Sunday, July 15, 2012

'Hit'ch Piece

Disclosure: Post-mortem character assassination is not the aim of this writing. The goal is simply to demonstrate how varied the thinking of the late Christopher Hitchens could be.  I feel that enough time has passed following Hitchens' death that I can write a more nuanced piece about his beliefs, strengths and weaknesses as a intellectual.

"I will not be reconstructed!" - Shane MacGowan 

“The enemies of intolerance cannot be tolerant." - Christopher Hitchens

Christopher Hitchens once accused me of being soft on fascism.  This happened after I had expressed reasonable doubts about the Iraqi-Niger "yellowcake" link- a particular canard of the Bush administration that Hitchens treated repeatedly as a smoking gun rationale for liberal intervention in Iraq.  As part of his refusal to admit miscalculation in Iraq, Hitchens could never quite give up on the Niger yellowcake claim, even after evidence emerged revealing that members of the Bush administration acknowledged the speciousness of said link as early as 2002. The claim itself has been well-proven false while the documents purported to have supported it  were themselves exposed as forgeries.

The great irony of the argument came that the venue at which Hitchens' elected to attack my unwillingness to to agree to magical claims regarding Nigerien yellowcake and Iraq was at a conference whose purpose was the promotion of freedom from Religion.  So here was Hitchens, the great champion of atheism, engaging in deeply ideological, determinist, and in its own way, 'religious' thinking in lambasting me for not sharing his faith in a war of choice.  I bring the issue up only because it speaks to a certain contradiction within Hitchens' character.  I doubt that someone of Hitchens' intelligence could possibly have meant everything that he was saying, however, there certainly came a point with the man where it proved to be anathema to doubt his faith in the belief system he espoused. This point was echoed by Noam Chomsky regarding Hitchens' proselytizing for foreign military action to destroy "Islamism".  Hitchens' tendency to take certain ideological beliefs on faith also showed in his strange affinity for Trotsky and Lenin despite the pair's well documented roll in laying the ideological, intellectual and policy groundwork for later Soviet atrocities.

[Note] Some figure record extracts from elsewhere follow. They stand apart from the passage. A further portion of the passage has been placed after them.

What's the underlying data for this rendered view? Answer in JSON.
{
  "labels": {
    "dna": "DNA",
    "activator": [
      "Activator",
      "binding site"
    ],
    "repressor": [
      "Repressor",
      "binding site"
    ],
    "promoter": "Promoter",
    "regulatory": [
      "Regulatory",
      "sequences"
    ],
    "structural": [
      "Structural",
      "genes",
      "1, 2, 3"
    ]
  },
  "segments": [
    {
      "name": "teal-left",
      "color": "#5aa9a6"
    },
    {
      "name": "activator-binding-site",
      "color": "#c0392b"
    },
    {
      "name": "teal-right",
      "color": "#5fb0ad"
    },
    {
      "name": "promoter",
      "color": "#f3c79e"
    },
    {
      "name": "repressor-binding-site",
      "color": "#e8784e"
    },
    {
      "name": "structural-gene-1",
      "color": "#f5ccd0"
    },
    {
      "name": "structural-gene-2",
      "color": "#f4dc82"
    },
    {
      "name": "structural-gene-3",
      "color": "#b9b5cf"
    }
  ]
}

With Hitchens, there seemed a certain need to believe in ideological revolutionary thinking, regardless of the facts supporting the ideology.  In this way, Hitchens was never the intellectual heir to Orwell that he seemed to perceive himself as.  Certainly, Orwell was committed to causes, but never to ideology. In fact, the great narrative of Orwell's career is, in many ways, his extrication of  himself from ideological systems (well-illustrated by his eventual anti-communist stance).  Hitchens himself, in his excellent book: Why Orwell Matters, described Orwell as a naturally conservative and inherently biased with the predilections of the British Middle class of a particular period who, through education and exposure, managed to talk himself out of many of these petty biases.  Thus with Orwell, we see active moral assertions but tempered by a strong mechanism for self examination.  Orwell increasingly stepped further and further away from ideology and previous beliefs, denouncing first colonialism, then Marxism and antisemitism.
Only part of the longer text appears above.